Leap day 2012 saw the completion of the world’s second tallest structure, the Tokyo Sky Tree television transmitter and observation tower. At 2,080 feet the tower stands nearly twice as Japan’s previous tallest frame, the 1,091-ft Tokyo Tower transmitter. It’s an audacious technological feat when one considers this is at the heart of an earthquake zone…

The Sky Tree’s structural design relies on extremely strong steel tubes which, at the tower’s base, have a diameter of 7.5 ft and a thickness of 3.9 in. These are arranged in an array of triangular trusses which, unusually for a building, employ branch joints more common on marine structures such as oil rigs.

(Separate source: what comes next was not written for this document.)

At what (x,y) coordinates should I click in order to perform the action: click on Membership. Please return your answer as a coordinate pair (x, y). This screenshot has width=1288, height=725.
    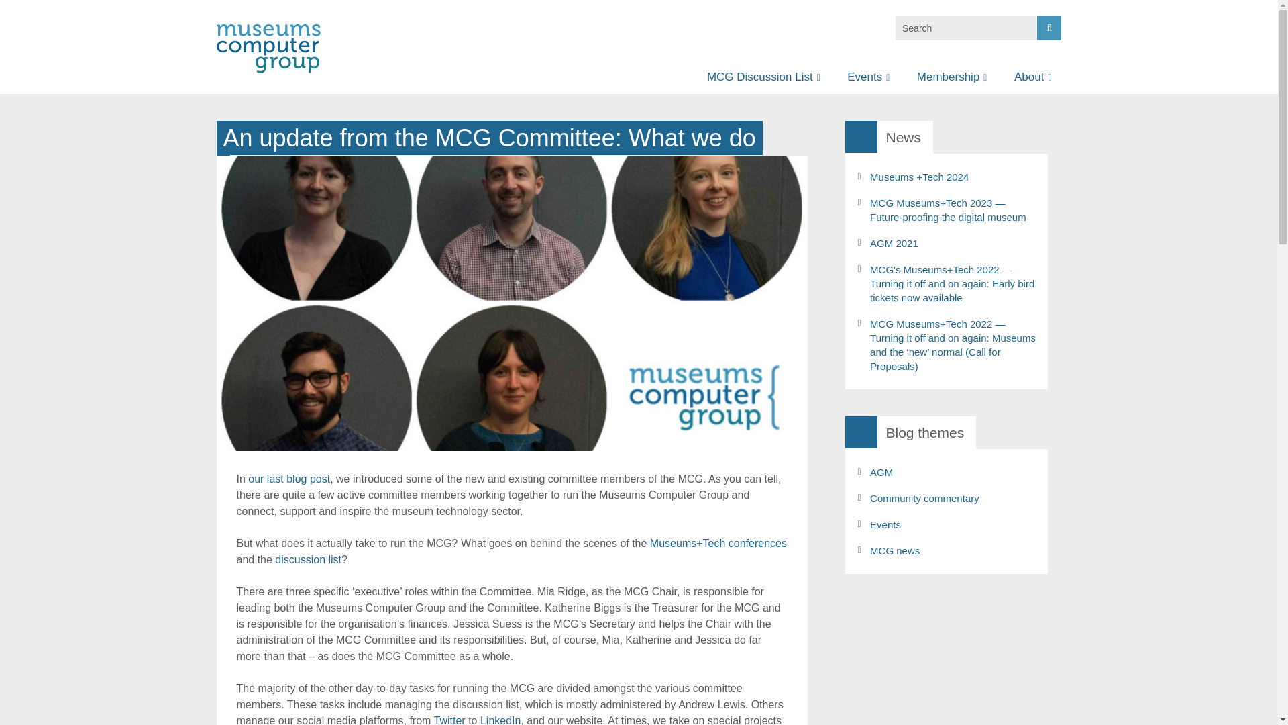
    Looking at the image, I should click on (950, 76).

To control vibration, Nikken Sekkei took inspiration from what, at first glance at least, seems an unlikely source: the traditional five-story Japanese pagoda. Over the centuries, hundreds of these wooden structures have withstood earthquakes and typhoons, and Nikken Sekkei claims not a single pagoda has collapsed due to a seismic event.

This inherent strength is thought to stem from the fact that the central column (or shimbashira) does not physically support any of the pagoda’s stories but instead acts as a counterweight about which the rest of the building’s structure can vibrate. Nikken Sekkei brought the concept up to date with what it calls shimbashira seishin, or center column vibration control, with the core column and surrounding steel frame connected by a flexible oil damper.

Additional resilience is achieved through an “added mass control mechanism” (or tuned mass damper) – a damping system which, in the event of an earthquake, moves out of step with the building’s structure, to keep the center of gravity as central as possible to the tower’s base. Though steel ingots, concrete, or even the buildings mechanical plant is sometimes used to this end, in what Nikken Sekkei claims is a world’s first, the Sky Tree’s core column is the added mass.

Of course, such resilience is nothing without the proper foundation, and its the Sky Tree’s foundation that gives the buildings its name. Beneath each of the tower’s three legs is a cluster of 164-ft deep walled piles with steel-reinforced concrete nodes, which Nikken Sekkei compares to the root system of a gigantic tree, “monolithically integrated” with the ground…

The Sky Tower opens to the public in May with 360-degree views of Tokyo’s Sumida ward in the foreground to the 6,500 sq miles (17,000 sq km) of the Kanto Plain beyond.

If any of our Asian readers takes the trip to the top, send me a photo. Be careful.